As the manifesto’s title, Let Us Face the Future, implied, its content was about how to rebuild after the second world war. Clement Attlee’s prospective government promised to right the social wrongs exposed by war – creating something better on ground that had been razed.

It would be too portentous to compare our current predicament to 1945. But the UK in 2021 faces a huge economic challenge as it recovers from the Covid-19 crisis – not to mention the fallout from a hard Brexit. There is a clear sense that something good must ultimately emerge.

Labour’s job under Keir Starmer is to seize this, from January onwards. He must promote an agenda which shares the hardship fairly – and explain in practical terms how a better society can be created afterwards. This will demand radical progressive policies on wealth inequality, regional inequality, housing, climate change, migration and automation – to name a few. With each there will be a chance to make fresh arguments in a new context.

Yet seeing our way through to these arguments – and being taken seriously – requires a major re-think about how we on the left approach politics. Attlee’s way of seeing the world – which allowed Labour to deliver the welfare state and the NHS – was the antithesis of the oppositionist, short-sighted and dogmatic nature of the Corbyn years.

The architects of the 1945 government avoided gestures. They knew you had to ‘stitch together’ coalitions – as we have to now. They understood that there was no policy which ‘the 99 per cent’ unanimously supported.

Three self-destructive instincts afflict the contemporary left, and stop us doing the same. The first of these views the political spectrum as a moral spectrum, with the left at the virtuous end. The second assumes the world’s problems are authored by a conniving ‘elite’. The third falsely recalls a spirit of ‘original socialism’, which modern life cannot live up to.

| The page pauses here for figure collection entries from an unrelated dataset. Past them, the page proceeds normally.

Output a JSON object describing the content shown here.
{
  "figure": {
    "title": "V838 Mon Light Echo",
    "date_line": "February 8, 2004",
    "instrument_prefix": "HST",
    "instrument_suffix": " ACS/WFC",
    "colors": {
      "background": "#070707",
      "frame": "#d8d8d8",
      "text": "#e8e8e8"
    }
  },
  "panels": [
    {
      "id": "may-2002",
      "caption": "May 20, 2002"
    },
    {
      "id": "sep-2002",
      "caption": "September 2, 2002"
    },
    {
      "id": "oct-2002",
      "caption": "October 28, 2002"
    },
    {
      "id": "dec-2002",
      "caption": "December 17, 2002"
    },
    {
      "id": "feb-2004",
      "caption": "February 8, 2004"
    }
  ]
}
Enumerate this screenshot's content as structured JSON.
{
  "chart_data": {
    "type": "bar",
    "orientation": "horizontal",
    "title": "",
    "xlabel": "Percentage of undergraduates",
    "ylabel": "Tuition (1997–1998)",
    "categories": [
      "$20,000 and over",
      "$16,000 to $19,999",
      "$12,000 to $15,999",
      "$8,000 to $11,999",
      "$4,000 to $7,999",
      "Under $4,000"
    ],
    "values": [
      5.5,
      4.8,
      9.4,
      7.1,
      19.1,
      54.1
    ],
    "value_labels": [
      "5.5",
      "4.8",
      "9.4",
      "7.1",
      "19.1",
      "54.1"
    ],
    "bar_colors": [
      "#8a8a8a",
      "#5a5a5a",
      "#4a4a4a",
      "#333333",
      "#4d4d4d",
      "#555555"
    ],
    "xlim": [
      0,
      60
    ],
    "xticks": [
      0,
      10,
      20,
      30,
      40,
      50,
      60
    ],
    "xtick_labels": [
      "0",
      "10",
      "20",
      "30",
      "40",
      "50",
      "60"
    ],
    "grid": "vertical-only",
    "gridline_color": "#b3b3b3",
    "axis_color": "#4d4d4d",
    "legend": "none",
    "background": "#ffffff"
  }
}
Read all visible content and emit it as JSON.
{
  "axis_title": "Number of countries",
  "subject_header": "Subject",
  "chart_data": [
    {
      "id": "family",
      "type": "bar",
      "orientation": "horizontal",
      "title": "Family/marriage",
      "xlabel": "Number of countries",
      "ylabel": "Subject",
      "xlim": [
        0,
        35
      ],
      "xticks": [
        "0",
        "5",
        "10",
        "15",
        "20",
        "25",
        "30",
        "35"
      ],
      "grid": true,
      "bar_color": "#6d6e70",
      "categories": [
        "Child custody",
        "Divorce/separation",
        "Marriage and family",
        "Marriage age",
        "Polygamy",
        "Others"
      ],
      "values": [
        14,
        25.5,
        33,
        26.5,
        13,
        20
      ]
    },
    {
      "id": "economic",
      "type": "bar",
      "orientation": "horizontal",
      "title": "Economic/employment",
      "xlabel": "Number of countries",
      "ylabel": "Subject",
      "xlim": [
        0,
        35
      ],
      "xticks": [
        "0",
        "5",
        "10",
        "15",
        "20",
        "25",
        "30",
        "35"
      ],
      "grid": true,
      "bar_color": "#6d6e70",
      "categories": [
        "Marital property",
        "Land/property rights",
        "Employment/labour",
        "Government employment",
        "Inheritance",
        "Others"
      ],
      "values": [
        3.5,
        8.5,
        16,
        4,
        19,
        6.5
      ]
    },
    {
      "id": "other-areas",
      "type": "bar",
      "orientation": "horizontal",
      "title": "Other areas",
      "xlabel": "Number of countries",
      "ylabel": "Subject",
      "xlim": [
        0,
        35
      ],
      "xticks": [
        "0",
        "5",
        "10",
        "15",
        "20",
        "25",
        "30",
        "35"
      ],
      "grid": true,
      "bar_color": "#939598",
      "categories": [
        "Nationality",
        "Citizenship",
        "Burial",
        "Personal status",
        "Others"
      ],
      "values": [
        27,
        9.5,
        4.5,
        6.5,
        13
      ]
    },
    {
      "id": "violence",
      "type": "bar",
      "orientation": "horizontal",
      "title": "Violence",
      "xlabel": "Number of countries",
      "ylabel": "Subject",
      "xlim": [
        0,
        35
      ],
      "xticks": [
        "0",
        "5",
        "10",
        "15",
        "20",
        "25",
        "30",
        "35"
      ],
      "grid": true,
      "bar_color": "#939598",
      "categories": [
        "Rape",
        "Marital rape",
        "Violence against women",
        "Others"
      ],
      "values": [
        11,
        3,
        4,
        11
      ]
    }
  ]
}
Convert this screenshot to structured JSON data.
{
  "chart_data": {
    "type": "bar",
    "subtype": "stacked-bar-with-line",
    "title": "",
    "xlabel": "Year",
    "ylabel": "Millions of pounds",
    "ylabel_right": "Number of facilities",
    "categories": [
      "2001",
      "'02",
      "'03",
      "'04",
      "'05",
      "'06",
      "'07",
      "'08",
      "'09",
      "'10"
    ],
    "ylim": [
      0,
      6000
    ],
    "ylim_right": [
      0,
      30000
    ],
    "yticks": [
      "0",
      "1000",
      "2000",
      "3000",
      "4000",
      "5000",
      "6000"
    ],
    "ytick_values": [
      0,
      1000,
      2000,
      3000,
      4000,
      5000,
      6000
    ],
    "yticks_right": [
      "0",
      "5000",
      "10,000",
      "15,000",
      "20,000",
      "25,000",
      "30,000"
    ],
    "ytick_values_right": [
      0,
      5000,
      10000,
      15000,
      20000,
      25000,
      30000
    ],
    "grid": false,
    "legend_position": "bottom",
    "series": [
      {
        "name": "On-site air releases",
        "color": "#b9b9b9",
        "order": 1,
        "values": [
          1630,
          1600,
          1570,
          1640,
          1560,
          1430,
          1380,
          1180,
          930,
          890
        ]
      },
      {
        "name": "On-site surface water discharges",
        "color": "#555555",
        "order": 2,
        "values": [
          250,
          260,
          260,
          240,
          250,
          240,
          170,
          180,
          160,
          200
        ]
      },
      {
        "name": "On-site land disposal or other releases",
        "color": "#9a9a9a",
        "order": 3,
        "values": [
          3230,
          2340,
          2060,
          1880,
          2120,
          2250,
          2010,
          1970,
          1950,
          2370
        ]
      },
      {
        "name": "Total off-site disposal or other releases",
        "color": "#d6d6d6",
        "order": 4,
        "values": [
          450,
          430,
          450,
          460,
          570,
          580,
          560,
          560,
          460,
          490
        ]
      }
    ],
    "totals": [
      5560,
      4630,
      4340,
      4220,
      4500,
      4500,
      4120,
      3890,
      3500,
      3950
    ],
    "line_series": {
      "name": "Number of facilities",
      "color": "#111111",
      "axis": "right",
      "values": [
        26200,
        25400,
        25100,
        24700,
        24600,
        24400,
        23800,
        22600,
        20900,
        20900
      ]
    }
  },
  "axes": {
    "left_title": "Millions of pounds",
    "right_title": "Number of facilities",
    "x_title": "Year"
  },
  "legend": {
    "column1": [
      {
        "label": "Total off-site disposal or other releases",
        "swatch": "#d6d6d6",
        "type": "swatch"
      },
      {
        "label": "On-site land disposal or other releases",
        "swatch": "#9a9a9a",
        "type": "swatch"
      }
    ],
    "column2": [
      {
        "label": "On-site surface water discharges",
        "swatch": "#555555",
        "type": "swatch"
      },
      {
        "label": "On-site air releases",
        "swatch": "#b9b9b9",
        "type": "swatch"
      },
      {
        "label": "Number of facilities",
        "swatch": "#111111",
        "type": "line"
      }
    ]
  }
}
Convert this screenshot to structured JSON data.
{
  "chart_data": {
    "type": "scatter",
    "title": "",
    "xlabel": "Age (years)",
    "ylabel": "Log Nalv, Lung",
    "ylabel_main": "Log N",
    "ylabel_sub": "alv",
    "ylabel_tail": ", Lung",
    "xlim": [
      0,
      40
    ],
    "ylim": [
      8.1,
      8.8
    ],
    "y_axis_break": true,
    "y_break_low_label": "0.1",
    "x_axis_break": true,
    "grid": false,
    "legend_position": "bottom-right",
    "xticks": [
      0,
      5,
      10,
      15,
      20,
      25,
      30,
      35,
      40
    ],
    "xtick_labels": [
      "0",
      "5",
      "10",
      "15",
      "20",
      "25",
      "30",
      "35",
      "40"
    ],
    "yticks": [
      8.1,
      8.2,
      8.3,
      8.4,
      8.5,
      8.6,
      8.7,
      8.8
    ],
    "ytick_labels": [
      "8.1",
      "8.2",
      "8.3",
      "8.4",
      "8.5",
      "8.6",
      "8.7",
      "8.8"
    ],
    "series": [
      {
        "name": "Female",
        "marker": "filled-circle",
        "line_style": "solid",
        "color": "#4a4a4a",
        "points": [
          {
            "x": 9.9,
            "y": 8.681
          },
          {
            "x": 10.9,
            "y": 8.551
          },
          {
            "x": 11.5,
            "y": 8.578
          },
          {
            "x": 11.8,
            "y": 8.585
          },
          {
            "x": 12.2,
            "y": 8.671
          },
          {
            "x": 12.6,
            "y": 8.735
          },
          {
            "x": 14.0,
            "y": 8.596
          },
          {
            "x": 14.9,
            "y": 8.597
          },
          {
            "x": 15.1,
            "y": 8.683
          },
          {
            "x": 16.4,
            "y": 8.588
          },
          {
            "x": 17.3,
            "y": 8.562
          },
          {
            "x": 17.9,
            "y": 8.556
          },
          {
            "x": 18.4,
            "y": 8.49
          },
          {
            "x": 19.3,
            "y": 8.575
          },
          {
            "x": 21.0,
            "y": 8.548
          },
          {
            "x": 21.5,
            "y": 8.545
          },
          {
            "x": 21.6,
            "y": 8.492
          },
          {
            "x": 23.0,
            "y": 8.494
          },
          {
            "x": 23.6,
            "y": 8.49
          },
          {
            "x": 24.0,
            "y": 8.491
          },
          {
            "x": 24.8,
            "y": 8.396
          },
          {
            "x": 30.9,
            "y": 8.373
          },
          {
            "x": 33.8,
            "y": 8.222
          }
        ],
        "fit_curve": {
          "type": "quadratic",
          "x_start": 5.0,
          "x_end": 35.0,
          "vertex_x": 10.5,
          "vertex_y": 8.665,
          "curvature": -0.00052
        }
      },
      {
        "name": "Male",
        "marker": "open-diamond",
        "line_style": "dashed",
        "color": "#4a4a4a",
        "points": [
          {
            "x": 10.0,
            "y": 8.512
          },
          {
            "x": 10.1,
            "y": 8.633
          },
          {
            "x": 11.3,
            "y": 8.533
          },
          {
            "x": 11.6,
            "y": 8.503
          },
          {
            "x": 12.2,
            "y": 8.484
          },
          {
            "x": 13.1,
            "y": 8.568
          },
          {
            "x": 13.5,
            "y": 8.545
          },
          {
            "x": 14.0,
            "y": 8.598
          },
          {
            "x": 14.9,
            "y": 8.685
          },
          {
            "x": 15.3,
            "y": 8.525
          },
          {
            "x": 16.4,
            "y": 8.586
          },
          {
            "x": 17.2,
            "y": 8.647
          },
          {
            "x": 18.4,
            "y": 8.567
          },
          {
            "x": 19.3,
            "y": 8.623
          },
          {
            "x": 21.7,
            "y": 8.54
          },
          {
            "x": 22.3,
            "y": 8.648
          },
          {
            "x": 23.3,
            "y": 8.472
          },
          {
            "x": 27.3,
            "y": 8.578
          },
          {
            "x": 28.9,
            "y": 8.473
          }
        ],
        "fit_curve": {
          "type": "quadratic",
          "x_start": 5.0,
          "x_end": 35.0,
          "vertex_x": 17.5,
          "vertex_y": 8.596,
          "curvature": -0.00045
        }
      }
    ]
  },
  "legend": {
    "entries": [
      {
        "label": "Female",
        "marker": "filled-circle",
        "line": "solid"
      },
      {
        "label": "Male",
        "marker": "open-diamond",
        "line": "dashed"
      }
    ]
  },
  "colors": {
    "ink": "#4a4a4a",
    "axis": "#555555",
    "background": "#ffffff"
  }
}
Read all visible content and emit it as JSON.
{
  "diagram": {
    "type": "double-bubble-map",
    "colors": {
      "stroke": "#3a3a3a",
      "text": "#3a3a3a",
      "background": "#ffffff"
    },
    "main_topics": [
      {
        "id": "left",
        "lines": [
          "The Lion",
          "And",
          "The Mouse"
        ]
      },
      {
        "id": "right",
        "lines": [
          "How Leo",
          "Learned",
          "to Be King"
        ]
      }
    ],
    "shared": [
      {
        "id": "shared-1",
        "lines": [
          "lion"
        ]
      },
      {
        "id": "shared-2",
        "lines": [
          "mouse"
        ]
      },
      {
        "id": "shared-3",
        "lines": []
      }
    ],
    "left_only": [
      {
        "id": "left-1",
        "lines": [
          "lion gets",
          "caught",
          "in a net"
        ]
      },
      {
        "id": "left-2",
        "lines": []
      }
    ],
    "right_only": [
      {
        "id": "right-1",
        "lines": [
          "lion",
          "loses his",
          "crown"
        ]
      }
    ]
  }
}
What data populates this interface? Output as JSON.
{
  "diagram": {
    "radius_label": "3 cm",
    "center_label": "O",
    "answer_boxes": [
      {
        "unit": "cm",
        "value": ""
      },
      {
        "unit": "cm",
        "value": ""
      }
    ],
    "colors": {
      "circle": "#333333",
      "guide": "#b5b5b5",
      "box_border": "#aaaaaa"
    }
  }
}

Even with Starmer in charge, these instincts hobble us. They stop Labour from understanding its opponents, understanding power or understanding change. They make us appear backward-looking and unserious. They hand the ‘natural party of government’ mantle to the Tories. In their worst form, each carries an extremist potential.

To create a better future after the coronavirus crisis, we need to ditch these modes of thought. There are a number of things the left should start 2021 by accepting: First, we live in a democracy and this demands pluralism. People have complex identities and life experiences, and their politics are informed by this. There are a range of respectable ideals people strive for as a result, and understanding this relies on giving others the benefit of the doubt.

It is also fair to say that few policies are inherently moral. Even if they are right at a given time, they must always be judged in context.

Those of us on the left must also remember that society’s problems are not usually deliberately authored. The power held by democratic governments, the media and big business is finite. If you cannot see someone pulling the strings, they probably are not.

To achieve our values, then, objectivity is more important than blind faith. And the left must also realise that although there have been advances and setbacks, there was no moment of ‘original socialism’ which was innately superior to today. Instead, the modern world relies on cooperation with other countries. We cannot cherry-pick the elements of the interconnected world which suit us. And if we derive our passion solely from fighting an enemy, an elite or a looming dystopia, then we stand for nothing.

Accepting the above makes us more, not less, likely to achieve left-wing goals. These points ought to be self-evident. They reflect both observable reality and the spirit of common sense and tolerance which you find in the average pub or café. You cannot function in a democracy without acknowledging these truths.

Yet they have come, in recent years, to seem wildly controversial in certain progressive circles – where it’s become fashionable, for example, to claim that ‘the mainstream media’ or ‘the deep state’ subvert our collective will.

In reviewing John Bew’s 2017 biography of Attlee, the US columnist Adam Gopnik wrote a passage which is worth quoting in full.

“The true progressive giants are radicals of the real – those who accept that democracy implies pluralism, and that a plural society is self-evidently made up of many people and kinds, only a few of them truly exploitative and criminal, most just pursuing their own version of the good life as tradition and conviction has offered it to them.”

Keir Starmer’s leadership so far has been true to the approach described. To change the country as fundamentally as Attlee did after the war, Labour as a whole must embrace this spirit of pluralism.

Chris Clarke

Chris Clarke is the author of The Dark Knight and the Puppet Master, published by Penguin Books.